Outstanding examples abound.

Suning, the appliance retailer, has partnered with Alibaba, combining the latter’s online retailing assets with the former’s physical stores and distribution facilities to turn purchasing of consumer electronics into themed experiential “zones” – for example, “gaming command centers” and “kitchens for fine cuisine.” And “cloud stores” merge e-retailing with brick-and-mortar shops. Large screens display and sell products unavailable on-site.

Ping’an Insurance Group’s “Good Doctor” app liberates citizens from China’s sclerotic medical system. Seventy million have downloaded the service that provides diagnosis and treatment support, appointment booking, and consultations with doctors through text, pictures and video.

China’s embrace of online-to-offline is partly driven by the country’s unique commercial landscape. Characteristics include: a non-responsive and oligopolistic service sector that fuels demand for innovative O2O solutions; low credit card penetration that catalyzes development of online payment systems; cheap labor costs for inexpensive delivery; ubiquity of quick response (QR) codes – thanks, WeChat! – that propel “retail-tainment”; and the Communist Party’s active push of growth through digital transformation of an “Internet Plus” economy.

Chinese psychology is also a critical factor in the spread of O2O.

Most fundamentally, O2O provides reassurance to China’s safety-seeking population. Non-individualism militates against institutional protection of economic interests. There are no impartial commercial courts or consumer protection bureaus. So the ability to “kick the tires” before virtual transactions are finalized is comforting.

In China, a country that reveres the concrete, anything nebulous is suspect. Operational scale, on the other hand, buoys spirits. Aversion to virtual transactions was mitigated only after Alipay, the payment system operated by Alibaba, became universally accepted.

The flip side of self-protection is the need to feel in control. That’s why dao jia (door-to-door) – even more consumer-centric than O2O because service is “whenever, wherever” — is so popular. The tracking capabilities of Ele.me, a food delivery service, makes the America’s order-and-pray Seamless app feel prehistoric. Pizza delivery crews riding GPS-enabled bicycles minimize China’s national trust deficit.

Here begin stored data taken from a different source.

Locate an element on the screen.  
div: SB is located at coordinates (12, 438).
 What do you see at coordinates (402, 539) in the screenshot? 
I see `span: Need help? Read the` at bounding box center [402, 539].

Finally, the Chinese are shrewd bargain hunters who demand value, not just low price. Wei Long, an online spicy snack retailer, recently opened high-tech, screen-enabled restaurants inspired by Apple stores. Vivo, China’s third largest online mobile phone brand, now operates hundreds offline stores with “selfie centers.” Celebrity photo ops can be broadcast to the world on social media platforms.

Yes, O2O is “strategy with Chinese characteristics.” But, as Western brand builders elevate transactional efficiency into multi-dimensional experience, it’s finally time to look to China for new ideas.